Carving up a Storm

I hope all of you on the East Coast are safe and sound following Sandy! I rode out the storm working from home and getting into the Halloween spirit by carving a pumpkin. That’s right, Halloween waits for no hurricane. I am sure you stocked up on candy, in addition to your pre-Sandy supplies. I certainly did. Sunday night while many people were buying water, bread and batteries, I was at Target buying a pumpkin, and yes, I did get some odd looks in the check-out line.

My “Hurricane Sandy Survival Kit”

I was inspired to get into the holiday spirit by a recent visit to the Jack-O-Lantern Spectacular at Providence’s Roger Williams Zoo, and it certainly earns its “spectacular” moniker. This year’s theme was “All the World’s a Stage,” with scenes and characters from iconic movies, plays and TV shows coming to life through 5,000 jack-o-lanterns. Some are carved in a traditional way, and others with intricate scenes on the surface of the pumpkins, and illuminated from within. My prose cannot do these gourds justice, you really have to see it to believe it.

There is a pumpkin inside this pumpkin

I was lucky enough to get an expertly guided tour from the man behind the pumpkins, Travis Reckner. The seeds of the pumpkin spectacular (pun intended) were planted years ago when Travis was 15-years-old and he and his father organized a much smaller show to raise money for a local school. Their pumpkin displays gradually grew, year by year, from hundreds of pumpkins to thousands. The Roger Williams Zoo had been the home of the spectacular from 2001-2004, and it returned in 2009. With one more week left in the season, there have already been more than 90,000 visitors who have streamed through the zoo to get a peek at the creations that Travis and his team of 20 create and refresh on a weekly basis. They work around the clock, and their hard work is evident when you see the results.

As an huge fan of “The A-Team,” I loved this Mr. T pumpkin

Travis – a chef, and alum of Cambridge’s Rialto — uses special tools to create this pumpkin wonderland, including vacuums and instruments that are designed to cut linoleum. He unabashedly admits that pumpkins are his passion. He says he and his team even get a little depressed this time each year, during the waning days of the spectacular. Travis’ story is an inspiring one, in that he found his passion in a non-traditional area, pumpkins, and he has carved out (again, pun intended, I am on a roll) a job that allows him to do what he loves. Sometimes the thing that makes us happiest doesn’t come in a neat, easy package. But if we listen to our hearts, and don’t give up, we can find a way to follow our passions!

Travis, hard at work

So many pumpkins

There’s no place like home

And, here is my jack-o-lanter, inspired by Travis, and made possible by some forced down-time courtesy of Hurricane Sandy. I was prepared in case the lights went out! Obviously, I need some serious practice if I want to be able to help Travis out next year.

 Thanks to Travis Reckner for taking the time to share his passion with me. The Jack-O-Lantern Spectacular is not to be missed. After going toe to toe with Sandy, it will reopen on Halloween and will be open through Saturday, November 3th. Thank you as well to Whitney Dayton Brunet, it would have been depressing to carve alone.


Work through the data below and copy out every line where "only" is found.

____

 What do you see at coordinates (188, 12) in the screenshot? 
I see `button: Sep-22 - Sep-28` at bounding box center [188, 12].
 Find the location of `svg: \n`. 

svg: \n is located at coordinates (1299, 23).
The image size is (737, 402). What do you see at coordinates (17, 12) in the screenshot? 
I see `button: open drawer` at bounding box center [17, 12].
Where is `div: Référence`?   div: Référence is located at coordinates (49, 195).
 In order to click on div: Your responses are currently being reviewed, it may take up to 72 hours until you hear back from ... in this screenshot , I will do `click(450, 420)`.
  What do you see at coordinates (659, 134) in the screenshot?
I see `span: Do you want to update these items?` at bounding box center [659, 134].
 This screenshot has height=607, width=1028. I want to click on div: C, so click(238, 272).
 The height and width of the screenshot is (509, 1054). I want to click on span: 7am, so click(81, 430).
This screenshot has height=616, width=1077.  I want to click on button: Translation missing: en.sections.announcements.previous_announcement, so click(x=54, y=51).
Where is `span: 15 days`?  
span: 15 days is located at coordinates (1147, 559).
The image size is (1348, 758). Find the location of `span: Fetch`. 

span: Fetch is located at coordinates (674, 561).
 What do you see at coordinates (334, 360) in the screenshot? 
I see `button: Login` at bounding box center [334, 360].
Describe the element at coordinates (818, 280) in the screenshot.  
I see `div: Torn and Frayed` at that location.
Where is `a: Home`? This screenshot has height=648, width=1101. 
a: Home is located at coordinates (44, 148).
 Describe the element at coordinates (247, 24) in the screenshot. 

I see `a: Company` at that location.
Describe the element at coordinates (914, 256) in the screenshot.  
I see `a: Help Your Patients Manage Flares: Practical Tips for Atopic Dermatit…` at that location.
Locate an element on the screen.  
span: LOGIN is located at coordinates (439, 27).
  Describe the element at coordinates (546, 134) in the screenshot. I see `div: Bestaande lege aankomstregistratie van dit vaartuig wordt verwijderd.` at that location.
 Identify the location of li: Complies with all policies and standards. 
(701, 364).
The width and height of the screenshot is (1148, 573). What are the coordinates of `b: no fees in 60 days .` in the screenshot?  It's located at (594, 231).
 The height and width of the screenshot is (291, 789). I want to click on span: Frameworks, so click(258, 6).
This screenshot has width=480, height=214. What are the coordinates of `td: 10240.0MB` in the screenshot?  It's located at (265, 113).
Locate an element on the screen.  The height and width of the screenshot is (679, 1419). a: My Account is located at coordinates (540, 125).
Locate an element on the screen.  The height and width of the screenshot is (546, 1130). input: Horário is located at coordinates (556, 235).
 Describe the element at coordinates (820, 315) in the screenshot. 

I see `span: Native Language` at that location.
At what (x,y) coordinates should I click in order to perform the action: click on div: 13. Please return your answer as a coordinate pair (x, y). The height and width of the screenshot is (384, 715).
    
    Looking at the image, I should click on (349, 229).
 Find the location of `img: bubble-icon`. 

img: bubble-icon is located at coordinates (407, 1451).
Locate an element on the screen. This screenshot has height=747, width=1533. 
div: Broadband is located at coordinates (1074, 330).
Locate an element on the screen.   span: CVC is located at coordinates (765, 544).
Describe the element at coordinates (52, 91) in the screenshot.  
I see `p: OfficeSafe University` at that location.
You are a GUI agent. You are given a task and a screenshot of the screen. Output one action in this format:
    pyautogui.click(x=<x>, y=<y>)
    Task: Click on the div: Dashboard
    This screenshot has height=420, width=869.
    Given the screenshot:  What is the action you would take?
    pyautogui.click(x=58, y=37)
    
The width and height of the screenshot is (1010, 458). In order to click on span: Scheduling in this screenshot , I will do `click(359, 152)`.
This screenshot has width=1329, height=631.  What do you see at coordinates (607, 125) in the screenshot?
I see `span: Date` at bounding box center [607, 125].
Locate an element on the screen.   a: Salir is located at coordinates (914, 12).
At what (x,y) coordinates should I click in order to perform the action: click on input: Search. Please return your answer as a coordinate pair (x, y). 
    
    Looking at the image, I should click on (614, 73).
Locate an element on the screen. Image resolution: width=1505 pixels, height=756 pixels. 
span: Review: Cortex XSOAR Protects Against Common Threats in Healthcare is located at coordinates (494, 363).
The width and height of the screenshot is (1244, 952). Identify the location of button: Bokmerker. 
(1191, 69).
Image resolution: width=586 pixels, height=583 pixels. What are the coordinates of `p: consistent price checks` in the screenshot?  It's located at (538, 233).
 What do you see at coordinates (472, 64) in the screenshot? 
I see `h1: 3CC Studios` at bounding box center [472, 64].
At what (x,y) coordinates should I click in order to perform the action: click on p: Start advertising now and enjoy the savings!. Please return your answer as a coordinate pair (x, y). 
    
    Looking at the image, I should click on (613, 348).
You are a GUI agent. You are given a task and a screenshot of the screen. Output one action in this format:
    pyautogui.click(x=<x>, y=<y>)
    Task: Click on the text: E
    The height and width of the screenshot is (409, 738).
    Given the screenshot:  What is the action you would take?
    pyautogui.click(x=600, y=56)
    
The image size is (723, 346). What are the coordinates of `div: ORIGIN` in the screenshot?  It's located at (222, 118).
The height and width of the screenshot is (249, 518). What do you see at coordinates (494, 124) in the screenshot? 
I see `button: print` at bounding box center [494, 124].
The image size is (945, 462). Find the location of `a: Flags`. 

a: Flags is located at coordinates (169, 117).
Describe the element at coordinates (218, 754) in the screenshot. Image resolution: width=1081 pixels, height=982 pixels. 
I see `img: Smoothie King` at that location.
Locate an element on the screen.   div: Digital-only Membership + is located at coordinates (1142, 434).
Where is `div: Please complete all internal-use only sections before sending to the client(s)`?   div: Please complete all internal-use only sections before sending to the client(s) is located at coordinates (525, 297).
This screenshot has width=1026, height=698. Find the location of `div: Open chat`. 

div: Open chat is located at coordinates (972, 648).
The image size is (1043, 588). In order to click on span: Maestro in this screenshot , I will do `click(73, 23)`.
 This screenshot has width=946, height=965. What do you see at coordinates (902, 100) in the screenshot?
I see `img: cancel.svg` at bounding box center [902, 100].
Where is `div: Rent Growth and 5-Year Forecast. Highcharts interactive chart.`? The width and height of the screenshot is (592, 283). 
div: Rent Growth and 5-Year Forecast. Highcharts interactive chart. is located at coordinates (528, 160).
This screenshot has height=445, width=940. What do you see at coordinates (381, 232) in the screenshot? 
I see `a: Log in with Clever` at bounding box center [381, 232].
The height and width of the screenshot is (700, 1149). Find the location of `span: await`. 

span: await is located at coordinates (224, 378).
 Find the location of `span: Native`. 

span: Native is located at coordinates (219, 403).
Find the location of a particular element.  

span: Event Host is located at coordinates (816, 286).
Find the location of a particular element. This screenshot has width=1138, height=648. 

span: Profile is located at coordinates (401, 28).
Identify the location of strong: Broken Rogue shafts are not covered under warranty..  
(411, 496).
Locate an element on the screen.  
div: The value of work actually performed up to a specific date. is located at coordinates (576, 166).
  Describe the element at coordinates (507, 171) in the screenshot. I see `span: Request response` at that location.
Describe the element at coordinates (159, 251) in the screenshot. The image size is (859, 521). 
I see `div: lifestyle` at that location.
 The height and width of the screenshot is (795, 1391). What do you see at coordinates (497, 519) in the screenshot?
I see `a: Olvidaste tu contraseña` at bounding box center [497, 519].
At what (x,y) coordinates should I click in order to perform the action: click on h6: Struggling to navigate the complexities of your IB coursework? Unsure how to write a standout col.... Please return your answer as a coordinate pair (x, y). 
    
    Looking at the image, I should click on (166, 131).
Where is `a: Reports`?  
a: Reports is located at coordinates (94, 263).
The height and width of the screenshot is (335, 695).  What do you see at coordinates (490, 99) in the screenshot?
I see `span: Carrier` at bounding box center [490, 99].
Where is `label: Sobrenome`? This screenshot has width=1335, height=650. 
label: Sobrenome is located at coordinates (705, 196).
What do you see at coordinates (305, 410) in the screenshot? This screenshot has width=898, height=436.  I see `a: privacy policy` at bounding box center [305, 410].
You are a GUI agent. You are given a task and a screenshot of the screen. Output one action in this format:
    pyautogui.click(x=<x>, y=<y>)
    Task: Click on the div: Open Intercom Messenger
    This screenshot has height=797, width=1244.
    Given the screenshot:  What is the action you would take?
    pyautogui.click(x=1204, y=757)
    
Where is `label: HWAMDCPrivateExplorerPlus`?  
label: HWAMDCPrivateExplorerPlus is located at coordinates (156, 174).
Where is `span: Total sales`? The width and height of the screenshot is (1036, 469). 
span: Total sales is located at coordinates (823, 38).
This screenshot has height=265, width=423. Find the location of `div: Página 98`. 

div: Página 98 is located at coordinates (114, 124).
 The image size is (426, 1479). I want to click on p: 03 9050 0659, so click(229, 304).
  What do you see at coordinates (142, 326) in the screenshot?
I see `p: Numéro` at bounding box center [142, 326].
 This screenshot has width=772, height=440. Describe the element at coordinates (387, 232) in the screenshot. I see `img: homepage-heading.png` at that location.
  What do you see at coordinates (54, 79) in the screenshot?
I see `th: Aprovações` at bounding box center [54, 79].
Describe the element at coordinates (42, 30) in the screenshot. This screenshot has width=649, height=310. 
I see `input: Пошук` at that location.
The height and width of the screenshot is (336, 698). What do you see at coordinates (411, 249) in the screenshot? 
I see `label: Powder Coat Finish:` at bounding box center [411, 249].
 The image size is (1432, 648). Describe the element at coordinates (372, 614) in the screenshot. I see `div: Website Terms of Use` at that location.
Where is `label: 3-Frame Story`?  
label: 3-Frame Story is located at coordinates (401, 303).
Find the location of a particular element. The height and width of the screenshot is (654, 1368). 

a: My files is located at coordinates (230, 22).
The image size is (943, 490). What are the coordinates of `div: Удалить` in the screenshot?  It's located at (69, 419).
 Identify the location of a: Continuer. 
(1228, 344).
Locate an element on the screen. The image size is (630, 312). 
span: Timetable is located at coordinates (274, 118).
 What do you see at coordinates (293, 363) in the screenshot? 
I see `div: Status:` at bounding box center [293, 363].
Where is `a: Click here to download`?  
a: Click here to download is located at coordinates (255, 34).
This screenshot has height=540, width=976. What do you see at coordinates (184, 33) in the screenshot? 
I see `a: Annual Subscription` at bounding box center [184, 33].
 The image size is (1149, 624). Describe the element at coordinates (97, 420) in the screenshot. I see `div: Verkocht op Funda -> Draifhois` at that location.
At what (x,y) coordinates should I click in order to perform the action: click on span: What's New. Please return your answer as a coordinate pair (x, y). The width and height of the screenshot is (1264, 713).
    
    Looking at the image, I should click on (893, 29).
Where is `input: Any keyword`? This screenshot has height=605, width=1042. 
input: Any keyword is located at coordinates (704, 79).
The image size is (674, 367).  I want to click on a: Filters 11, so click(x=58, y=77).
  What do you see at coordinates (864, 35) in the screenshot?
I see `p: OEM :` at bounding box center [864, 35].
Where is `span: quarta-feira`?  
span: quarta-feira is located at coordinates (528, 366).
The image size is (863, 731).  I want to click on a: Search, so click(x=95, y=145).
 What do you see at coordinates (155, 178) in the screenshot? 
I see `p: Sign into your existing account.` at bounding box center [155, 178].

____

Response below:
Locate an element on the screen.   div: Digital-only Membership + is located at coordinates (1142, 434).
Where is `div: Please complete all internal-use only sections before sending to the client(s)`?   div: Please complete all internal-use only sections before sending to the client(s) is located at coordinates (525, 297).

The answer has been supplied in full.